Dr. Tony Evans: Absolutely, because you're starting in the wrong place.
Dr. Tim Clinton: Explain again to us as we go, what that means to you.
Dr. Tony Evans: It means to me that every life matters. Every life has inherent dignity. And every life, we should seek to become conformed to Christ through the content of the gospel, but also through the scope of the gospel where we give them the message of forgiveness for Heaven, but also the message of transformation and history, and all because the mark of God has been stamped upon them at birth and through all of life.
Dr. Tim Clinton: Tony, what a word for such a time is this. Praying that God would continue to just sow good seed in your heart, give you the leadership skills and put around you some people to help rally. I agree with you, the greatest challenge we have is spiritual leadership. I believe that with all my heart, and we've got to press in like never before for such a time as this.

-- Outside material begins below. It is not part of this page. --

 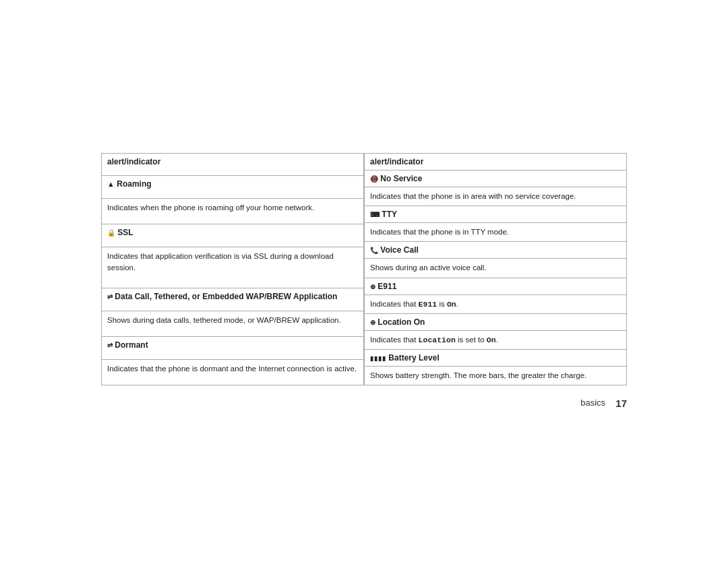 What do you see at coordinates (226, 296) in the screenshot?
I see `datacall-label: Data Call, Tethered, or Embedded WAP/BRE…` at bounding box center [226, 296].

Dr. Tony Evans: Well, for those folks or leaders who want to find out more about the initiatives and how they can plug into it, tonyevans.org. They can also get the books on tonyevans.org. So we'd love to serve them.
Dr. Tim Clinton: And Tony, the book again is Oneness Embraced: The Kingdom Race Theology for Reconciliation, Unity, and Justice. The one and only Tony Evans, a dear friend of Dr. Dobson, his wife Shirley, the entire team here of Family Talk. Dr. Evans, again, thank you for taking time to join us. We'll pray with you that God would unite our hearts and that we truly would be one even as They are one. Thank you for joining us.
Dr. Tony Evans: Thank you very much.
Roger Mash: That was our co-host, Dr. Tim Clinton, who spoke with Dr. Tony Evans this past March at the National Religious Broadcasters Convention about some very challenging topics that our country is still struggling with today. Let's be in prayer for change in the hearts and minds of those who can make change and move our country forward.